The women’s time trial will be run over one lap of the same 22.7km course that the men will cover twice the day after. Largely based on, although slightly longer than, the road race course, it still features the two short, sharp climbs of Scenic Road and Aphrasia Street.
Last year’s champion Kristin Armstrong of the United States retired after last year’s race, but the other two members of the 2009 podium will be present. Noemi Cantele of Italy and Linda Villumsen of New Zealand (although she previously rode as a Dane) finished second and third to Armstrong last year and will be among the favourites this time around.
Cantele in particular will like the look of the two steep climbs, as she is a lover of the short, sharp hills of Flanders. The former Italian champion has had a quiet season so far but confirmed that her form is coming right on time, with victory in the queen stage of the Giro della Toscana to the hilltop town of Volterra earlier in the month.
The big favourite for the race though, is surely Cantele and Villumsen’s HTC-Columbia teammate Judith Arndt of Germany. The German champion took the bronze in 2008 and, after victory overall in Toscana, the 2004 road race champion looks good to add her name to the list of women to have taken the rainbow jersey in both disciplines, alongside Jeannie Longo-Ciprelli of France and Leontien Van Moorsel of the Netherlands.
The United States should mount a strong challenge to take the rainbow jersey home for a third year in succession with 2008 champion Amber Neben and Evelyn Stevens, yet another HTC-Columbia rider.
Neben has spent much of her season racing in the US after the collapse of her Nürnberger Versicherung team (which has continued on a smaller scale as Noris Cycling) and crashed out of the Giro d’Italia in July; she returned to Europe earlier this month though to win the Memorial Davide Fardelli time trial over a similar distance, beating a quality field that included Cantele.
Stevens, the US champion, has enjoyed considerable success in her first full season as a professional. The former Wall Street trader won the Crono Gatineau in Canada in June, beating Neben, Villumsen and a host of others. Her solo victory in the Giro stage over the Ghisallo proves that she doesn’t mind tackling tough climbs on her own.
Local hopes will be carried by Tasmanian-born Vicki Whitelaw. The Lotto Ladies rider was a close second behind Neben in the Memorial Davide Fardelli, finishing ahead of Cantele; she also won the recent Tour de l’Ardeche.

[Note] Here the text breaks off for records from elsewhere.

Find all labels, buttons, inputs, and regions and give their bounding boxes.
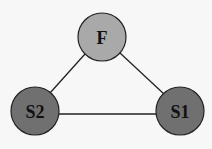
edges: [50, 53, 164, 114]
edge-f-s1: [120, 53, 164, 94]
node-s2-label: S2: [25, 102, 44, 122]
node-s1-label: S1: [170, 102, 189, 122]
node-s1: S1: [156, 87, 204, 135]
triangle-graph-diagram: F S2 S1: [0, 0, 212, 149]
edge-f-s2: [50, 54, 85, 93]
node-f: F: [78, 13, 126, 61]
node-s2: S2: [11, 87, 59, 135]
node-f-label: F: [97, 28, 108, 48]
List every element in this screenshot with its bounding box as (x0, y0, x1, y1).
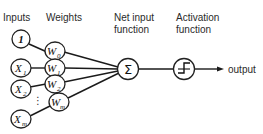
svg-text:X: X (13, 113, 22, 125)
weight-node-w2: W 2 (45, 75, 65, 93)
input-node-x1: X 1 (11, 59, 31, 77)
ellipsis-vertical-icon: ⋮ (33, 95, 43, 106)
edge-weight1-sum (65, 68, 118, 69)
svg-text:2: 2 (23, 90, 27, 98)
svg-text:2: 2 (57, 85, 61, 93)
edge-weightm-sum (68, 73, 119, 98)
edge-weight2-sum (64, 71, 118, 82)
input-node-bias: 1 (12, 30, 30, 48)
svg-text:X: X (14, 62, 23, 74)
weight-node-w0: W 0 (45, 42, 65, 60)
activation-function-node (174, 59, 195, 80)
edge-input0-weight0 (29, 44, 47, 52)
svg-text:X: X (14, 83, 23, 95)
sigma-icon: Σ (124, 62, 132, 77)
svg-text:1: 1 (23, 69, 27, 77)
edge-inputm-weightm (30, 106, 50, 116)
edge-input2-weight2 (30, 84, 46, 87)
weight-node-w1: W 1 (45, 59, 65, 77)
svg-text:W: W (47, 78, 57, 90)
edge-weight0-sum (64, 52, 118, 67)
net-input-sum-node: Σ (118, 59, 139, 80)
activation-header-line2: function (176, 24, 211, 35)
net-input-header-line1: Net input (114, 12, 154, 23)
svg-text:W: W (47, 62, 57, 74)
svg-text:m: m (60, 103, 65, 111)
weight-node-wm: W m (49, 93, 69, 111)
activation-header-line1: Activation (176, 12, 219, 23)
net-input-header-line2: function (114, 24, 149, 35)
svg-text:m: m (22, 120, 27, 128)
output-label: output (228, 64, 256, 75)
inputs-header: Inputs (3, 12, 30, 23)
input-node-xm: X m (11, 110, 31, 128)
perceptron-diagram: Inputs Weights Net input function Activa… (0, 0, 263, 134)
weights-header: Weights (46, 12, 82, 23)
input-node-x2: X 2 (11, 80, 31, 98)
arrowhead-icon (217, 67, 224, 72)
svg-text:W: W (47, 45, 57, 57)
svg-text:1: 1 (18, 33, 24, 45)
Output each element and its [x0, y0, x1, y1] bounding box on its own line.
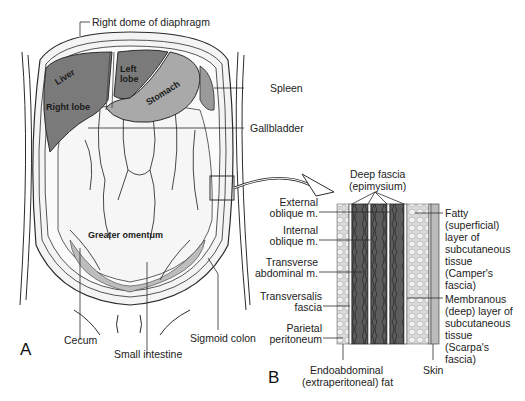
fatty-label-3: layer of: [445, 231, 479, 243]
membranous-label-2: (deep) layer of: [445, 305, 513, 317]
tissue-layers: [337, 204, 439, 344]
membranous-label-5: (Scarpa's: [445, 341, 489, 353]
endo-fat-label-2: (extraperitoneal) fat: [302, 376, 393, 388]
endo-fat-label-1: Endoabdominal: [310, 364, 383, 376]
fatty-label-4: subcutaneous: [445, 243, 510, 255]
membranous-label-1: Membranous: [445, 293, 506, 305]
int-oblique-label-2: oblique m.: [270, 235, 318, 247]
fatty-label-2: (superficial): [445, 219, 499, 231]
fatty-label-5: tissue: [445, 255, 472, 267]
parietal-label-2: peritoneum: [269, 333, 322, 345]
deep-fascia-label-1: Deep fascia: [350, 168, 405, 180]
diaphragm-label: Right dome of diaphragm: [92, 16, 210, 28]
fatty-label-6: (Camper's: [445, 267, 493, 279]
membranous-label-6: fascia): [445, 353, 476, 365]
ext-oblique-label-2: oblique m.: [270, 207, 318, 219]
left-lobe-label-2: lobe: [120, 74, 139, 84]
right-lobe-label: Right lobe: [46, 102, 90, 112]
sigmoid-colon-label: Sigmoid colon: [190, 332, 256, 344]
gallbladder-label: Gallbladder: [250, 122, 304, 134]
spleen-label: Spleen: [270, 82, 303, 94]
small-intestine-label: Small intestine: [114, 348, 182, 360]
transverse-label-2: abdominal m.: [255, 267, 318, 279]
zoom-arrow: [234, 178, 310, 188]
greater-omentum-label: Greater omentum: [88, 230, 163, 240]
fatty-label-7: fascia): [445, 279, 476, 291]
fatty-label-1: Fatty: [445, 207, 468, 219]
panel-letter-a: A: [20, 340, 31, 360]
skin-label: Skin: [423, 364, 443, 376]
membranous-label-3: subcutaneous: [445, 317, 510, 329]
transversalis-label-2: fascia: [295, 301, 322, 313]
cecum-label: Cecum: [64, 334, 97, 346]
left-lobe-label-1: Left: [120, 64, 137, 74]
membranous-label-4: tissue: [445, 329, 472, 341]
deep-fascia-label-2: (epimysium): [349, 180, 406, 192]
panel-letter-b: B: [268, 368, 279, 388]
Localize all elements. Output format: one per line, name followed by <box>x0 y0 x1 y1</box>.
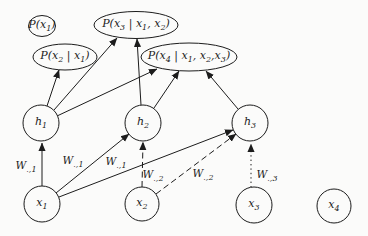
edge-x2-h2 <box>142 142 143 187</box>
input-node-x1 <box>24 186 60 222</box>
hidden-node-h3 <box>232 105 268 141</box>
hidden-node-h1 <box>23 105 59 141</box>
hidden-node-h2 <box>125 105 161 141</box>
edge-h2-p3 <box>137 39 141 105</box>
output-node-p4 <box>141 43 237 71</box>
input-node-x3 <box>236 187 272 223</box>
edge-h2-p4 <box>154 71 179 108</box>
nodes <box>23 12 351 224</box>
edge-h3-p4 <box>206 71 238 109</box>
edge-h1-p2 <box>47 70 59 106</box>
input-node-x2 <box>125 187 159 221</box>
output-node-p2 <box>33 44 97 70</box>
nade-network-diagram: P(x1) P(x2 | x1) P(x3 | x1, x2) P(x4 | x… <box>0 0 368 236</box>
edge-x2-h3 <box>156 134 236 194</box>
diagram-canvas <box>0 0 368 236</box>
output-node-p3 <box>94 12 178 39</box>
output-node-p1 <box>29 16 56 37</box>
input-node-x4 <box>317 189 351 223</box>
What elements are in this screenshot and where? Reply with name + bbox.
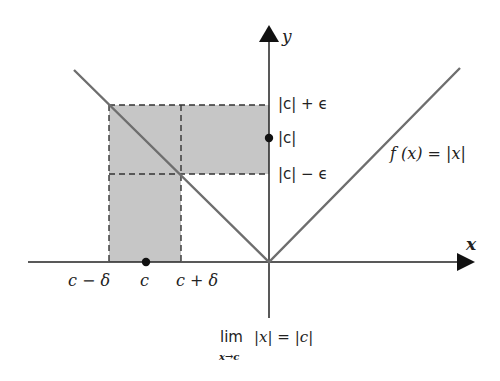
- tick-c: c: [140, 273, 149, 289]
- tick-c-minus-delta: c − δ: [68, 273, 110, 289]
- limit-expression: |x| = |c|: [254, 330, 313, 345]
- x-axis-label: x: [466, 236, 476, 253]
- y-axis-arrow-icon: [259, 25, 279, 42]
- epsilon-band-shade: [181, 105, 269, 174]
- y-axis-label: y: [282, 28, 292, 45]
- function-label: f (x) = |x|: [390, 146, 466, 162]
- tick-c-plus-epsilon: |c| + ϵ: [278, 97, 328, 112]
- delta-band-shade: [109, 105, 181, 262]
- abs-value-limit-diagram: [0, 0, 500, 381]
- x-axis-arrow-icon: [457, 253, 475, 271]
- point-c: [142, 258, 150, 266]
- point-abs-c: [265, 134, 273, 142]
- limit-subscript: x→c: [219, 351, 239, 362]
- tick-c-plus-delta: c + δ: [176, 273, 218, 289]
- limit-word: lim: [220, 330, 243, 345]
- tick-abs-c: |c|: [278, 131, 296, 146]
- tick-c-minus-epsilon: |c| − ϵ: [278, 167, 328, 182]
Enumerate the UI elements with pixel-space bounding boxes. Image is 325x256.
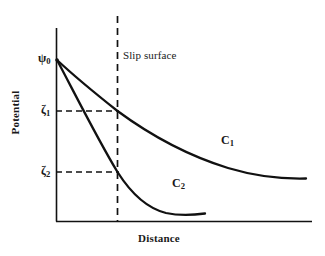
c1-subscript: 1: [230, 138, 234, 148]
zeta2-subscript: 2: [46, 169, 50, 179]
x-axis-title: Distance: [138, 233, 180, 244]
surface-potential-marker: [55, 58, 59, 62]
y-axis-title: Potential: [10, 77, 21, 149]
surface-potential-label: ψ0: [38, 52, 51, 66]
zeta1-label: ζ1: [41, 104, 50, 118]
curve-c1: [57, 60, 306, 179]
axes-group: [56, 28, 312, 222]
c2-symbol: C: [172, 176, 181, 190]
zeta2-label: ζ2: [41, 165, 50, 179]
curve-c2-label: C2: [172, 177, 185, 191]
c1-symbol: C: [221, 133, 230, 147]
curve-c1-label: C1: [221, 134, 234, 148]
plot-canvas: [0, 0, 325, 256]
slip-surface-label: Slip surface: [123, 50, 176, 61]
psi-subscript: 0: [46, 56, 50, 66]
zeta1-subscript: 1: [46, 108, 50, 118]
curve-c2: [57, 60, 205, 215]
c2-subscript: 2: [181, 181, 185, 191]
potential-vs-distance-figure: Potential Distance ψ0 ζ1 ζ2 Slip surface…: [0, 0, 325, 256]
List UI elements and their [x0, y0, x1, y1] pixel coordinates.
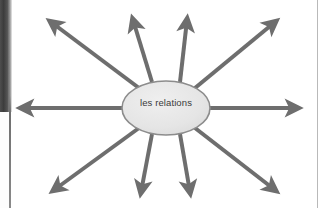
- arrow-northwest: [51, 22, 139, 88]
- arrow-southeast: [195, 128, 275, 190]
- scanned-page: les relations: [0, 0, 325, 208]
- arrow-northeast: [195, 22, 275, 88]
- arrow-north-right: [180, 20, 187, 82]
- arrow-south-right: [180, 134, 190, 192]
- arrow-south-left: [141, 134, 152, 192]
- arrow-southwest: [54, 128, 139, 190]
- center-node-label: les relations: [122, 96, 210, 109]
- arrow-north-left: [133, 20, 152, 82]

British interest will take the form of Cervélo’s Emma Pooley; the Olympic silver medallist has yet to translate that Beijing result to World championships, but the tough climbs in the early part of the course will be to her liking. The British champion has a number of high-profile wins this year, but her victory in May’s Grand Prix Suisse-Souvenir Magali Pache over most of this field will be the one that should give her most confidence.
Possible wild cards in the race include Canada’s Anne Samplonius, who won the recent Chrono Champenois, and Olga Zabelinskaya, who has taken the women’s peloton by storm on her return to the sport after having children.
On the list to start, but unlikely to worry the medallists is the legendary Longo-Ciprelli; still France’s number 1 as she approaches her 52nd birthday.